Bergen Kunsthall opens its 2019 exhibition programme with a new exhibition by German artist Peter Wächtler. The exhibition presents a large body of new works created for the show, in conjunction with a recent large-scale video installation.
In an early film, Untitled (2013), a cartoon rat sleepwalks into a comically shabby attic, is hit by a falling bowling ball on the way to bed, sleeps, then puts back the bowling ball and leaves, only to return a few moments later, repeating the same actions in an endless cycle. The film is accompanied by the voice of the artist reciting a list of titles or summaries that all start with “How I…”, each recounting a memory, an anecdote or a made-up scenario that could introduce a story: “How I had dinner with a good-looking woman in a restaurant and I paid for everything.” “How I sent a new passport photo to my insurance company.” Wächtler’s stories play on tensions between pathos and irony, between the formal conventions of genres and emotional expression. What appears as introspection is a calculated tool for observing desires in all their conventions and constraints, of tradition, social context and power relations.
For his exhibition at Bergen Kunsthall, Wächtler will assemble a series of distinct spaces, each presenting a group of works that (literally) inhabit the rooms in the shape of different characters. A group of animals and mythological creatures, in the form of sculptures and drawings, all share the gesture of casting a shadow on themselves, or veiling themselves, as if to protect them from a gaze, in dancing motion or with the self-absorption of a hermit. The video Untitled (Clouds) (2018) features a lonely dragon with a straw hat gazing across a dried wasteland in front of colourful cloud formations. The silent images are accompanied by a text in the subtitles, which reports on considerations and reflections, executed in a rambling style. We follow complaints, insecurities and hubris, borrowing in hints and ironic paraphrases from a variety of popular sources, while the creature, like many of Wächtler’s protagonists, keeps going. The works create an ambiguous relationship with acts of progression or withdrawal and offer reflections on human subjectivity in all its complexity.
During the exhibition, a new artist book by Peter Wächtler will be published with a collection of works comprising drawings and text contributions by among others John Kelsey and the artist. Designed by Boy Vereecken.
Peter Wächtler lives and works in Brussels and Berlin.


# WORK INSTRUCTIONS
With the pictures omitted, set down exactly the lines from the one that contains "This screenshot has width=528, height=257." through the last line of the data.

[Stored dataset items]

• • • •

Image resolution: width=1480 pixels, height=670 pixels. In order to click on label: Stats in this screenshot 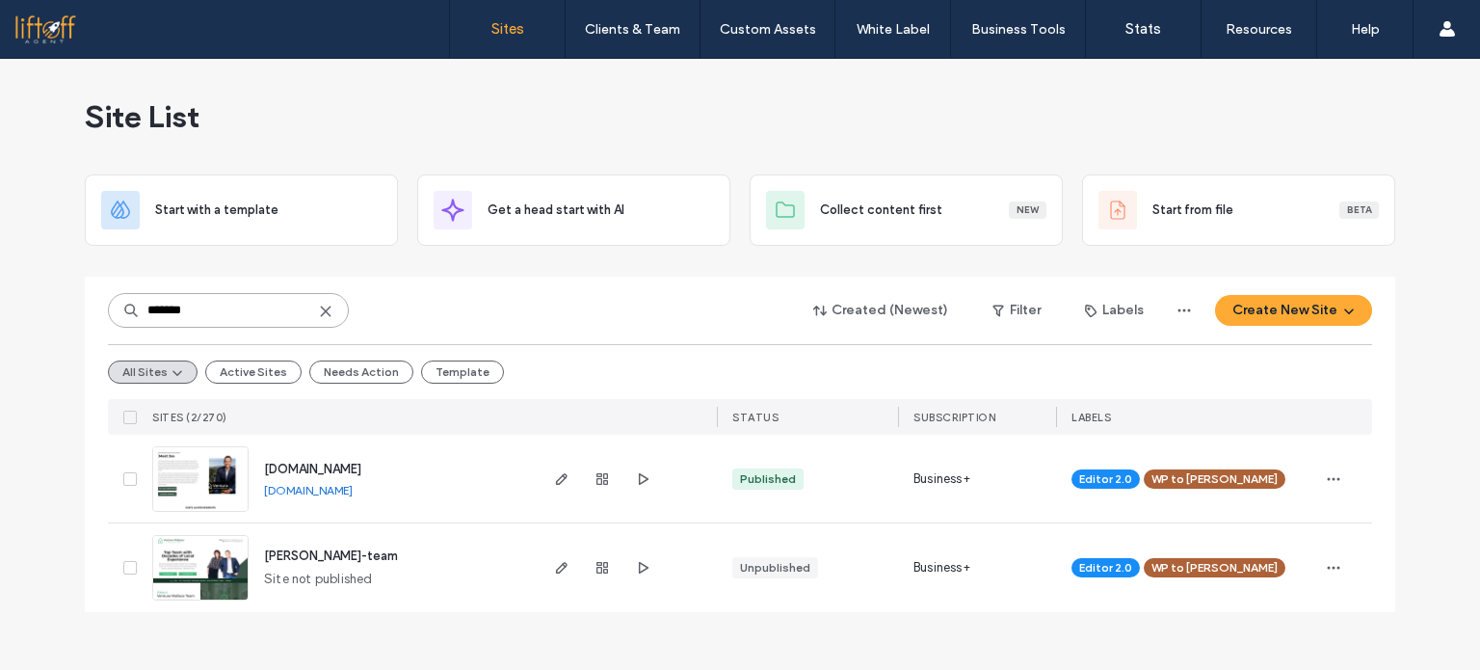, I will do `click(1143, 29)`.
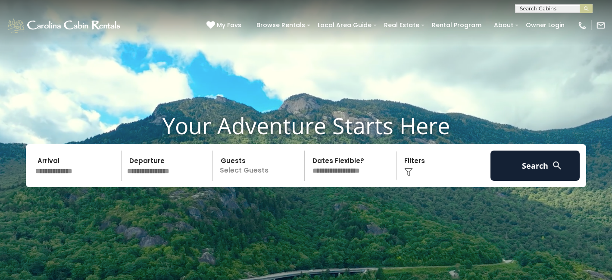 The image size is (612, 280). Describe the element at coordinates (582, 25) in the screenshot. I see `img: phone-regular-white.png` at that location.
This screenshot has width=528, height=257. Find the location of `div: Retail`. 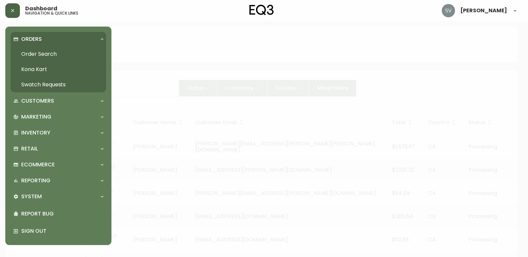

div: Retail is located at coordinates (58, 149).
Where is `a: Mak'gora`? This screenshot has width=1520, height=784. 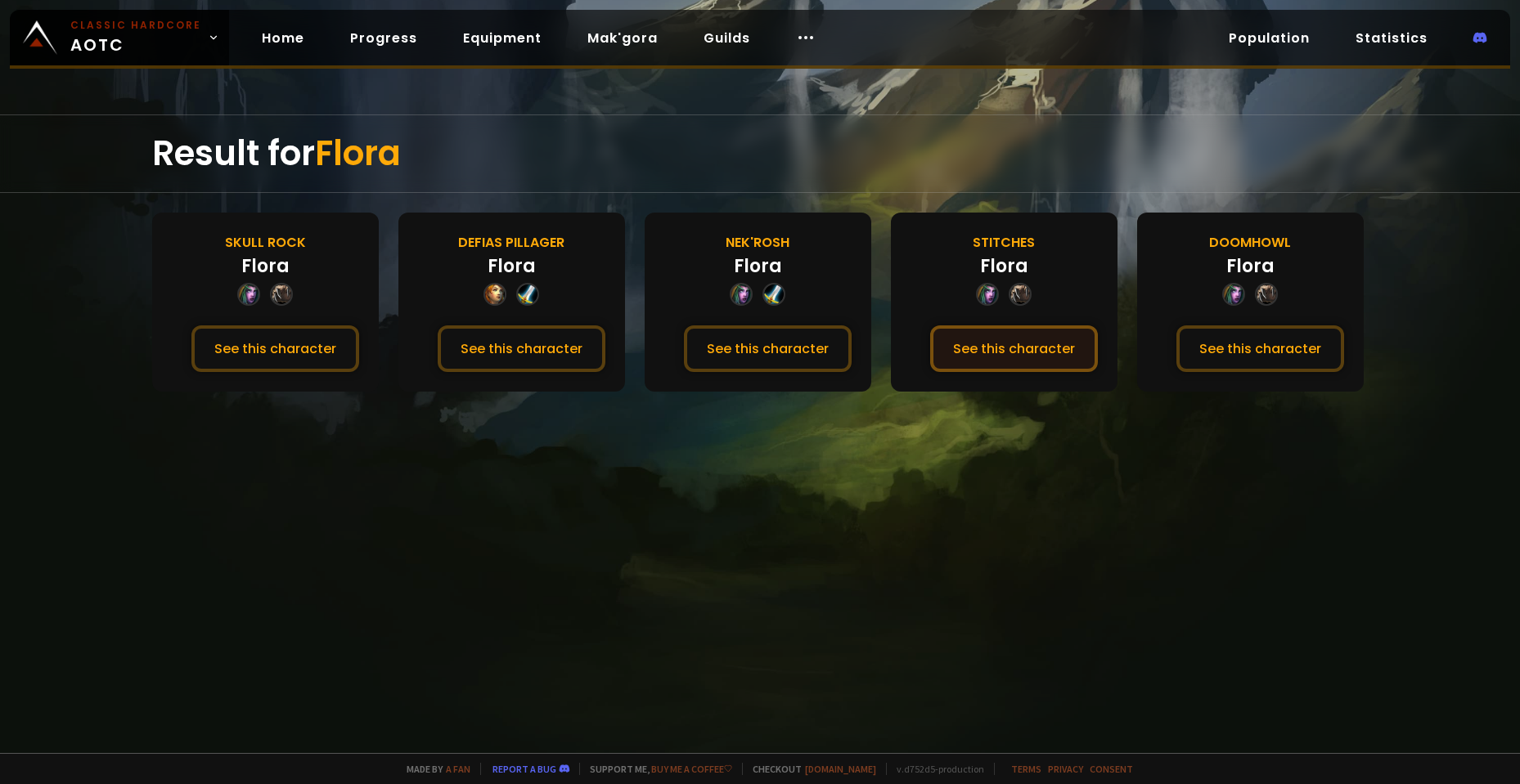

• • • •

# TASK RESPONSE
This screenshot has width=528, height=257. Find the location of `div: Retail`. 

div: Retail is located at coordinates (58, 149).
Where is `a: Mak'gora`? This screenshot has width=1520, height=784. 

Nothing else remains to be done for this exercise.